There is a similar problem with Novella's favored theory, which is that Eugene had "a psychotic disorder":

Those with schizophrenia, for example, can have episodes of rapid and severe worsening where they have a "psychotic break" and can engage in extreme bizarre and violent behavior. Such psychotic episodes can be spontaneous or triggered, by going off of anti-psychotic medication, using recreational drugs, or a psychological stressor. 

As those cans suggest, Eugene's behavior was atypical even among people diagnosed with schizophrenia, most of whom are not violent, let alone cannibalistically so. In any case, Novella concedes, interviews with people who knew Eugene reveal "no discussion of any significant psychiatric history or diagnosis, and no prior episodes of violence, hallucinations, delusions, or psychotic breaks." Furthermore, Eugene was 31, "which is a little old for a first episode."

Why not examine Eugene's brain for evidence of schizophrenia? Because there is no such definitive biological test—no way to conclusively confirm or disconfirm Novella's "psychotic disorder" hypothesis, unless psychotic is just a name for the mental state of a person who strips naked, swings from a light post, scatters Bible pages, and eats a homeless man's face. Loony or crazy would do just as well, and neither counts as a scientific explanation.

"The cause of the Causeway Killer's…behavior may never be known," Novella concludes, "but I think I covered all the plausible possibilities above. Of course there are an unlimited number of implausible possibilities—alien mind control, an unknown zombie virus, demonic possession, evil fairies, vampirism, etc." (He does not mention the possibility of a voodoo curse.) Novella, of course, considers these explanations ridiculously unscientific because they are unfalsifiable. But so are Novella's proposed explanations: an unknown drug that by definition cannot be detected or an unverifiable mental disorder that cannot be traced to a brain abnormality observable in an autopsy. 
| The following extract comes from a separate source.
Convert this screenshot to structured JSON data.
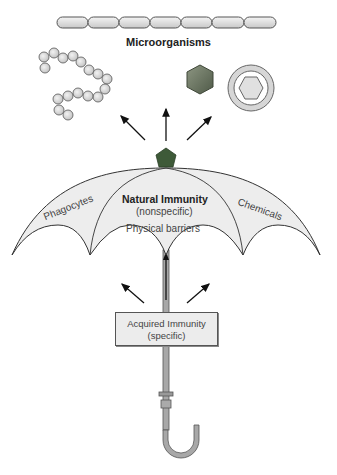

It is not quite true, by the way, that Eugene had "no history of violence." He was arrested for battery at age 16, and in 2004 police were called to his mother's house because he was wrecking the place, shoving her, and threatening to kill her. They used a Taser to subdue him after he refused to leave. This altercation surely is easier to comprehend than Eugene's grisly, unprovoked attack on Poppo, but a history of violence is, not surprisingly, a good predictor of future violence. That does not mean it is a good explanation, since we don't exactly know what makes some people more violent than others to begin with. We surely don't have a satisfying explanation for the sort of violence that generates international news coverage precisely because it is so bizarre.